Nasa’s Veggie system will enable astronauts to safely grow nutritious fresh food
Experiencing weightlessness, gazing back at the Earth as a pale blue dot and the adrenaline rush of being propelled into orbit at 20,000mph: life as an astronaut has various unique attractions.
The food is not among them, with space travellers over the years enduring delicacies such as freeze-dried ice-cream, liquid salt and pepper, and dehydrated prawn cocktail. However, the menu is now set to be expanded, with the first space-grown lettuce having been found to be as safe, nutritious and palatable as the Earth-grown variety.
Gioia Massa of Nasa Kennedy Space Center, the lead scientist on the lettuce-growing project, said that growing food in space could be crucial for astronauts on long-duration missions such as Artemis III, scheduled to land humans on the lunar south pole by 2024, and Nasa’s first crewed mission to Mars, planned for the late 2020s.
“If you store packaged food for a long duration the quality, flavour and nutritional quality decrease, the vitamins degrade,” she said. “We can’t guarantee that they’re going to get enough nutrition right now.”
She added: “There may also be psychological benefits of growing plants and looking after plants.”
Space food is said to have improved in recent years – anything sent to the International Space Station (ISS) has to score a six or above on a one-to-nine taste scale where one is “the worst thing you’ve ever tasted”. But even so, astronauts can grow fatigued of eating the same old vacuum-packed meals.
“There’s some weight loss in many of the astronauts,” said Massa.
Lettuce was grown in batches onboard the ISS between 2014-16. The vegetable production system – known as Veggie – comprised of plant pillows (sealed units containing ceramic soil), LED lighting and a watering system that involved astronauts injecting water through a tube.
The lettuce crops grew undisturbed for 33 to 56 days before being harvested and eaten, or deep-frozen and returned to Earth for chemical and biological analysis. Astronauts rubbed the leaves with sanitised wipes before eating. “We don’t want to get anyone sick. That’s why we’re doing all this,” said Massa.
The space-grown lettuce was similar in composition to Earth-grown controls, and some plants were even richer in elements such as potassium, sodium, phosphorus, sulphur and zinc. They had higher levels of bacteria, possibly due to their growing in a warmer, more humid and closed-air system, but were not found to carry any dangerous bacteria such as coliform E coli or salmonella. The findings of the project are published in the journal Frontiers in Plant Science.
Nasa is now expanding the range of produce grown onboard the ISS, with plans for pak choi, dragoon lettuce, wasabi mustard and red Russian kale to be grown later this year, as well as tomatoes and peppers. It will be longer before these can be transformed into a stir fry, however. “We have nowhere to cook up there so we’re looking at things that taste good fresh,” said Massa.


* What is needed
The task calls for each line of the records below in which the word "letter" appears.

* Provided data
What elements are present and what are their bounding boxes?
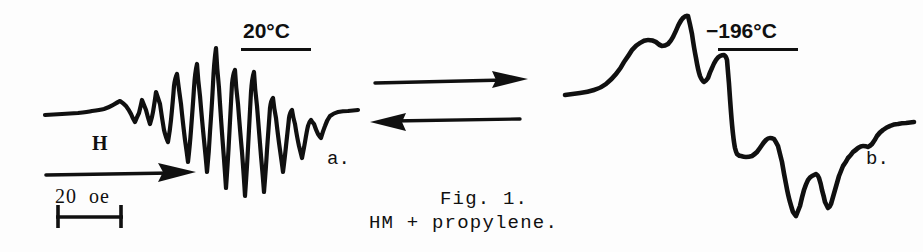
field-scale-bar — [56, 205, 123, 228]
field-direction-arrow — [46, 163, 196, 182]
field-symbol-label: H — [92, 133, 108, 154]
equilibrium-arrow-reverse — [370, 113, 520, 131]
figure-caption-line-2: HM + propylene. — [369, 214, 558, 234]
figure-caption-line-1: Fig. 1. — [440, 190, 528, 210]
field-scale-label: 20 oe — [55, 186, 110, 207]
equilibrium-arrow-forward — [375, 71, 528, 88]
temperature-underline-panel-a — [241, 48, 311, 51]
panel-letter-a: a. — [327, 150, 350, 170]
temperature-label-panel-a: 20°C — [243, 20, 290, 42]
temperature-underline-panel-b — [718, 48, 798, 51]
panel-letter-b: b. — [866, 150, 889, 170]
temperature-label-panel-b: −196°C — [706, 20, 777, 42]
esr-figure: 20°C −196°C H 20 oe a. b. Fig. 1. HM + p… — [0, 0, 923, 252]
spectrum-trace-b — [565, 16, 914, 216]
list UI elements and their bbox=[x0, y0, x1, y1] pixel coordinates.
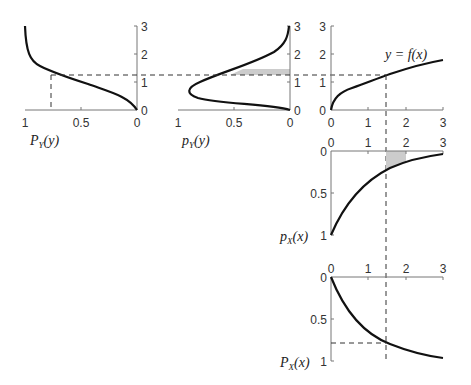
x-tick-label: 0.5 bbox=[226, 116, 243, 130]
y-tick-label: 0 bbox=[320, 271, 327, 285]
y-tick-label: 1 bbox=[320, 355, 327, 369]
ticks bbox=[331, 26, 443, 110]
pdf-x-label: pX(x) bbox=[279, 229, 308, 246]
y-tick-label: 1 bbox=[319, 76, 326, 90]
y-tick-label: 0 bbox=[294, 104, 301, 118]
y-tick-label: 0.5 bbox=[310, 187, 327, 201]
x-tick-label: 3 bbox=[440, 136, 447, 150]
ticks bbox=[331, 277, 443, 361]
x-tick-label: 1 bbox=[365, 116, 372, 130]
x-tick-label: 1 bbox=[365, 262, 372, 276]
y-tick-label: 3 bbox=[319, 20, 326, 34]
y-tick-label: 2 bbox=[294, 48, 301, 62]
panel-pdf-y: 1 0.5 0 0 1 2 3 pY(y) bbox=[175, 20, 301, 150]
x-tick-label: 1 bbox=[22, 116, 29, 130]
shaded-region bbox=[386, 151, 406, 170]
cdf-y-curve bbox=[25, 26, 137, 110]
x-tick-label: 0.5 bbox=[73, 116, 90, 130]
x-tick-label: 1 bbox=[365, 136, 372, 150]
panel-pdf-x: 0 1 2 3 0 0.5 1 pX(x) bbox=[279, 136, 447, 246]
x-tick-label: 2 bbox=[403, 116, 410, 130]
y-tick-label: 1 bbox=[141, 76, 148, 90]
pdf-y-curve bbox=[189, 26, 290, 110]
transform-label: y = f(x) bbox=[383, 47, 427, 63]
x-tick-label: 0 bbox=[287, 116, 294, 130]
change-of-variables-diagram: 1 0.5 0 0 1 2 3 PY(y) 1 0.5 0 0 1 2 3 pY… bbox=[0, 0, 471, 385]
y-tick-label: 1 bbox=[320, 229, 327, 243]
y-tick-label: 0 bbox=[319, 104, 326, 118]
x-tick-label: 2 bbox=[403, 262, 410, 276]
y-tick-label: 0 bbox=[141, 104, 148, 118]
x-tick-label: 0 bbox=[328, 262, 335, 276]
y-tick-label: 3 bbox=[141, 20, 148, 34]
shaded-region bbox=[230, 69, 290, 75]
panel-cdf-y: 1 0.5 0 0 1 2 3 PY(y) bbox=[22, 20, 148, 150]
cdf-y-label: PY(y) bbox=[29, 133, 59, 150]
y-tick-label: 0.5 bbox=[310, 313, 327, 327]
y-tick-label: 2 bbox=[141, 48, 148, 62]
y-tick-label: 3 bbox=[294, 20, 301, 34]
x-tick-label: 0 bbox=[328, 136, 335, 150]
x-tick-label: 0 bbox=[328, 116, 335, 130]
x-tick-label: 3 bbox=[440, 116, 447, 130]
panel-transform: 0 1 2 3 0 1 2 3 y = f(x) bbox=[319, 20, 446, 130]
x-tick-label: 1 bbox=[175, 116, 182, 130]
ticks bbox=[81, 26, 137, 110]
y-tick-label: 2 bbox=[319, 48, 326, 62]
x-tick-label: 3 bbox=[440, 262, 447, 276]
y-tick-label: 0 bbox=[320, 145, 327, 159]
pdf-y-label: pY(y) bbox=[181, 133, 210, 150]
cdf-x-curve bbox=[331, 277, 443, 358]
transform-curve bbox=[331, 60, 443, 110]
cdf-x-label: PX(x) bbox=[279, 355, 310, 372]
x-tick-label: 2 bbox=[403, 136, 410, 150]
x-tick-label: 0 bbox=[134, 116, 141, 130]
panel-cdf-x: 0 1 2 3 0 0.5 1 PX(x) bbox=[279, 262, 447, 372]
ticks bbox=[234, 26, 290, 110]
y-tick-label: 1 bbox=[294, 76, 301, 90]
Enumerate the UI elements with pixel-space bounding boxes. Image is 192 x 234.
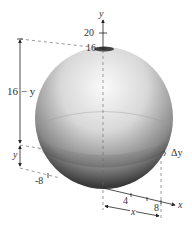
y-axis-label: y (99, 9, 103, 19)
sphere (35, 47, 173, 190)
y-tick-16: 16 (86, 43, 96, 53)
dim-delta-y: Δy (171, 148, 182, 158)
x-axis-label: x (178, 200, 182, 210)
dim-x: x (130, 207, 136, 217)
dim-16-minus-y: 16 − y (7, 86, 35, 96)
x-tick-4: 4 (123, 196, 128, 206)
y-tick-20: 20 (84, 28, 94, 38)
diagram-canvas (0, 0, 192, 234)
x-tick-8: 8 (154, 203, 159, 213)
x-tick-neg8: -8 (35, 176, 43, 186)
sphere-diagram: y 20 16 16 − y y Δy -8 4 8 x x (0, 0, 192, 234)
dim-y: y (13, 150, 17, 160)
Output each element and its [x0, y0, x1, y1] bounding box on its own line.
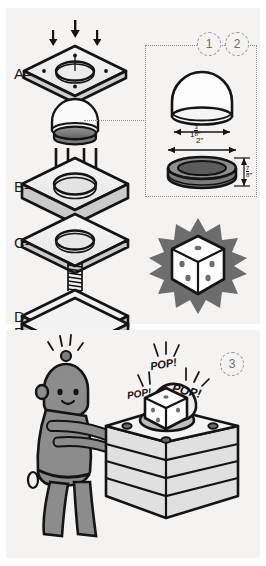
- screw-arrows: [49, 20, 101, 46]
- step-number-3: 3: [220, 352, 244, 376]
- callout-contents-svg: [146, 46, 258, 198]
- ring-height-dimension-text: 78”: [246, 165, 252, 180]
- die-burst-graphic: [148, 216, 248, 316]
- antenna-sparks: [48, 335, 83, 350]
- robot-eye-right: [73, 389, 78, 395]
- antenna-bulb: [61, 351, 71, 361]
- robot-hip-detail: [28, 472, 38, 488]
- robot-eye-left: [57, 389, 62, 395]
- ring-width-arrow: [168, 147, 236, 153]
- robot-leg-right: [74, 482, 96, 536]
- step-number-1: 1: [197, 32, 221, 56]
- part-label-b: B–: [14, 178, 33, 195]
- ring-width-dimension-text: 2”: [196, 136, 203, 145]
- part-label-c: C–: [14, 234, 34, 251]
- dome-detail: [172, 72, 232, 125]
- dome-and-ring-assembly: [52, 99, 98, 144]
- exploded-parts-panel: A– B– C– D–: [6, 8, 260, 324]
- dimension-callout-box: 138” 2” 78”: [145, 45, 257, 197]
- robot-ear: [36, 385, 48, 399]
- callout-leader-line: [84, 120, 146, 121]
- assembled-device: [106, 384, 238, 518]
- part-label-a: A–: [14, 65, 33, 82]
- ring-detail: [168, 157, 236, 188]
- part-label-d: D–: [14, 308, 34, 325]
- dome-width-arrow: [174, 129, 230, 135]
- operation-panel: POP! POP! POP! 3: [6, 330, 260, 558]
- step-number-2: 2: [225, 32, 249, 56]
- part-a-top-plate: [24, 46, 126, 103]
- robot-leg-left: [44, 482, 68, 536]
- illustration-page: A– B– C– D–: [0, 0, 266, 566]
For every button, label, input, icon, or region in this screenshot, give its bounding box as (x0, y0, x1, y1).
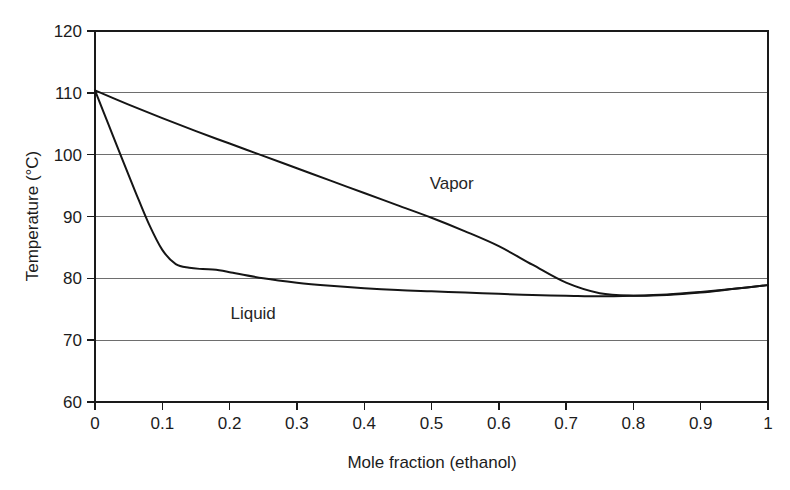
x-tick-label: 0.9 (689, 414, 713, 433)
x-tick-label: 0.4 (352, 414, 376, 433)
x-axis-tick-marks (95, 402, 768, 410)
y-axis-tick-marks (87, 31, 95, 402)
x-tick-label: 0.8 (622, 414, 646, 433)
x-tick-label: 0.2 (218, 414, 242, 433)
x-tick-label: 0.6 (487, 414, 511, 433)
x-axis-tick-labels: 00.10.20.30.40.50.60.70.80.91 (90, 414, 772, 433)
series-label-vapor: Vapor (430, 174, 474, 193)
x-tick-label: 0.5 (420, 414, 444, 433)
y-tick-label: 70 (63, 331, 82, 350)
y-tick-label: 80 (63, 269, 82, 288)
y-axis-tick-labels: 60708090100110120 (54, 22, 82, 412)
x-tick-label: 0 (90, 414, 99, 433)
chart-canvas: 60708090100110120 00.10.20.30.40.50.60.7… (0, 0, 790, 490)
y-tick-label: 120 (54, 22, 82, 41)
y-tick-label: 100 (54, 146, 82, 165)
y-tick-label: 110 (55, 84, 82, 103)
series-label-liquid: Liquid (230, 304, 275, 323)
x-axis-title: Mole fraction (ethanol) (347, 453, 516, 472)
x-tick-label: 1 (763, 414, 772, 433)
x-tick-label: 0.7 (554, 414, 578, 433)
x-tick-label: 0.1 (150, 414, 174, 433)
y-tick-label: 90 (63, 208, 82, 227)
x-tick-label: 0.3 (285, 414, 309, 433)
y-axis-title: Temperature (°C) (23, 151, 42, 282)
y-tick-label: 60 (63, 393, 82, 412)
vle-phase-diagram: 60708090100110120 00.10.20.30.40.50.60.7… (0, 0, 790, 490)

* Solved exercise
panel-letter-a: a. — [327, 150, 350, 170]
panel-letter-b: b. — [866, 150, 889, 170]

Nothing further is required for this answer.